"Making the cut" is one of the most important skills in distilling — and one of the hardest to learn. Get it right and you capture clean, characterful spirit. Get it wrong and you carry off-flavours into your product or throw away good alcohol. Here's how the cuts work.
Why cuts exist
During a spirit run, different compounds vaporise and condense at different points. They don't come off the still in neat blocks — they overlap on a spectrum from the most volatile to the least. The distiller's job is to divert the flow into different vessels at the right moments, keeping the good and setting aside the rest.

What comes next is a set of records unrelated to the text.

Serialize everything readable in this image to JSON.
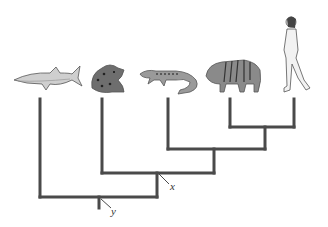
{
  "diagram": {
    "type": "cladogram",
    "organisms": [
      {
        "name": "shark",
        "icon": "shark-icon"
      },
      {
        "name": "frog",
        "icon": "frog-icon"
      },
      {
        "name": "lizard",
        "icon": "lizard-icon"
      },
      {
        "name": "tiger",
        "icon": "tiger-icon"
      },
      {
        "name": "human",
        "icon": "human-icon"
      }
    ],
    "labels": {
      "node_x": "x",
      "node_y": "y"
    },
    "colors": {
      "branch": "#4a4a4a",
      "background": "#ffffff"
    }
  }
}
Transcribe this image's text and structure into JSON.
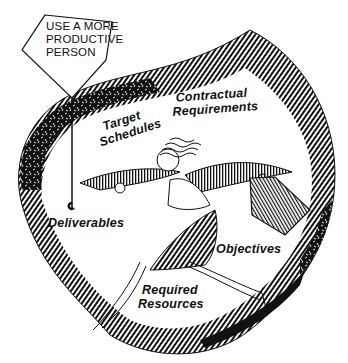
{
  "sign": {
    "lines": [
      "USE A MORE",
      "PRODUCTIVE",
      "PERSON"
    ]
  },
  "labels": {
    "target_schedules": [
      "Target",
      "Schedules"
    ],
    "contractual_requirements": [
      "Contractual",
      "Requirements"
    ],
    "deliverables": "Deliverables",
    "objectives": "Objectives",
    "required_resources": [
      "Required",
      "Resources"
    ]
  },
  "colors": {
    "ink": "#111111",
    "paper": "#ffffff"
  }
}
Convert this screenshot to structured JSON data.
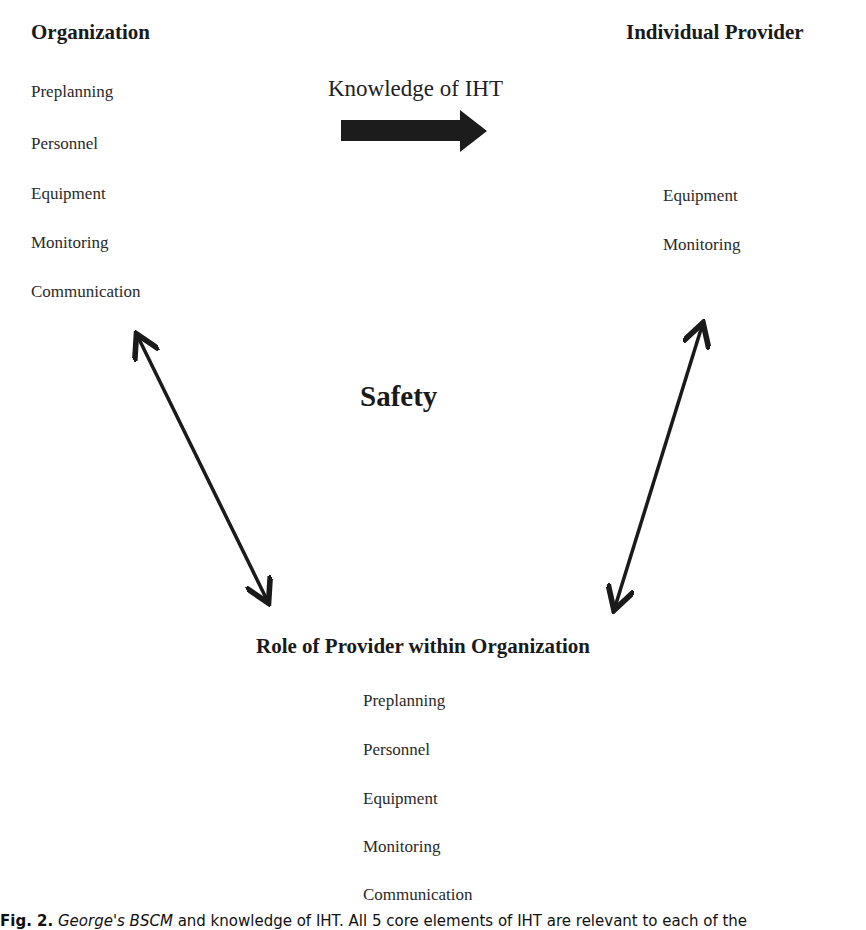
{
  "organization": {
    "heading": "Organization",
    "items": [
      "Preplanning",
      "Personnel",
      "Equipment",
      "Monitoring",
      "Communication"
    ]
  },
  "individual_provider": {
    "heading": "Individual Provider",
    "items": [
      "Equipment",
      "Monitoring"
    ]
  },
  "knowledge_arrow": {
    "label": "Knowledge of IHT",
    "icon": "right-block-arrow-icon"
  },
  "center": {
    "title": "Safety"
  },
  "role": {
    "heading": "Role of Provider within Organization",
    "items": [
      "Preplanning",
      "Personnel",
      "Equipment",
      "Monitoring",
      "Communication"
    ]
  },
  "connectors": [
    {
      "icon": "double-headed-arrow-icon",
      "from": "organization",
      "to": "role"
    },
    {
      "icon": "double-headed-arrow-icon",
      "from": "individual_provider",
      "to": "role"
    }
  ],
  "caption": {
    "fig": "Fig. 2.",
    "text_italic": "George's BSCM",
    "text": " and knowledge of IHT. All 5 core elements of IHT are relevant to each of the"
  }
}
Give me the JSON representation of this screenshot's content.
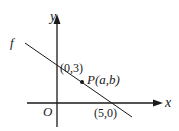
{
  "diagram": {
    "axes": {
      "x_label": "x",
      "y_label": "y",
      "origin_label": "O"
    },
    "line": {
      "name": "f",
      "label": "f"
    },
    "points": {
      "y_intercept": {
        "label": "(0,3)"
      },
      "x_intercept": {
        "label": "(5,0)"
      },
      "point_p": {
        "name": "P",
        "label_name": "P",
        "label_args": "(a,b)",
        "a": "a",
        "b": "b"
      }
    },
    "colors": {
      "stroke": "#1a1a1a",
      "background": "#ffffff"
    }
  }
}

The fractions, in order, are:
Foreshots
The very first spirit off the still. Foreshots are high in volatile, undesirable compounds (including methanol and acetone-like notes) and are not for consumption. They typically smell sharp and solventy. Always discarded or set aside for redistillation depending on your process.
Heads
After foreshots come the heads — still harsh, with strong solvent and acetone character, but closer to drinkable. Many distillers collect heads separately and redistill them in a later run to recover the usable alcohol. Cutting too late into the heads leaves a hot, sharp edge in your spirit.
Hearts
The hearts are the prize — the clean, balanced, flavourful spirit you actually want to keep. This is the fraction that goes on to be bottled or matured. Knowing precisely when to cut into the hearts (away from heads) and when to cut out (before tails) defines your house style.
For compliance, the hearts are also the fraction that drives your litres of pure alcohol (LAL) figure — see calculating LAL and excise.
Tails
As the run continues, heavier compounds (fusel oils, wet-cardboard and oily notes) increase while alcohol strength drops. These are the tails. Like heads, they're usually collected and redistilled rather than discarded, recovering alcohol while keeping the off-flavours out of your hearts.
Feints
"Feints" is the common term for the combined heads and tails set aside for redistillation. Recycling feints into future runs improves overall yield without compromising the hearts.
How distillers make the cut
There's no single rule — it's a blend of:
- Sensory judgement — nosing and tasting the spirit as it runs
- Strength — tracking ABV as it falls through the run
- Temperature — vapour temperature as a guide
- Experience — your still, your wash and your target style
The best distillers combine their senses with data, and crucially, record what they did so they can repeat it.
Why recording cuts matters
Two reasons:
- Consistency. If you don't record the volumes and strengths of each cut, you can't reliably reproduce a great run. Good records turn a lucky batch into a repeatable recipe.
- Compliance. Your hearts volume and ABV feed your LAL and excise. Clean cut records make your excise figures trivial to produce.
This is where live still data is changing the game — see smart stills and real-time monitoring and using live still data to improve consistency.
How CaskPilot records cuts
In CaskPilot, each distillation run captures foreshots, heads, hearts, tails and feints — volume and ABV for each — and calculates the hearts LAL automatically. Over time you build a library of runs you can compare and refine, and your excise figures fall out of the data with no extra work.
The bottom line
The cut is where craft meets chemistry. Understand the fractions, combine sensory skill with strength and temperature data, and record every run. That's how you turn distilling from an art you hope to repeat into a craft you can reproduce.
Want every run captured automatically? Book a demo.